By Jim Rowland
Originally rising from the ashes of Godspeed, New Jersey’s Solace celebrate their 30th anniversary this year with the release of their fifth studio album ‘Fading Failing Ruin’, their first in seven years. They’ve just completed their biggest run of gigs in those 30 years with a successful European tour including a prominent appearance at the Desertfest, so fans may already be familiar with one or two of the new tracks from what is a huge new chapter in the band’s career.
Solace like to mix up influences from metal old and new, particularly evident on the belting opener ‘Spiral Will’, which fuses a very Maiden-esque twin guitar motif with their trademark stoner metal vibe, a vibe that continues with the melodic and lengthy ‘Fettered To A Stone’. Most tracks here are on the lengthy side, aside from the heavy juggernaut of ‘A God Changes His Plans’ and the up-tempo heavy and grooving stormer ‘Culling the Herd’.
Central to the album is the epic 14+ minute ‘Wrath’s Object (The Big Fall)’, fusing lysergic atmospherics with crushing stoner/doom, and the 10+ minute album closer ‘Ridden’, upping the ante in stoner metal heaviness.

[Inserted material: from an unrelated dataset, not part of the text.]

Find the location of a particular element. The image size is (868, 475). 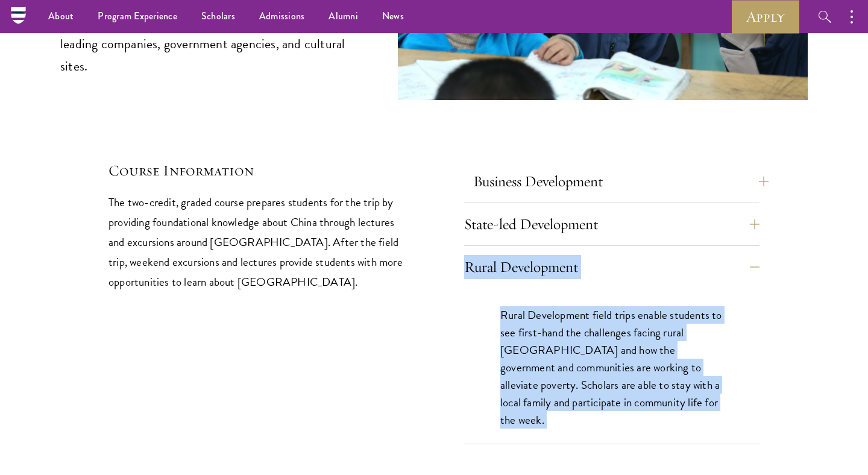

Elsewhere, the complex rhythms, light and shade moods, and intricate guitar work lend a progressive flavour to ‘Malengine (The Scaffold)’ and ‘Beyond Below’ is a good marriage of doom and melody.
Indeed, amongst all the doom, stoner, sludge and metal heaviness, there is plenty of room for melody across the whole album thanks to relatively new recruit Justin Goins’ impressive vocal delivery.
Five albums in 30 years may not be considered prolific, but it’s the quality not the quantity that counts, and ‘Fading Failing Ruin’ is most definitely quality.
- ‘Fading Failing Ruin’ will be released on Friday (3 July).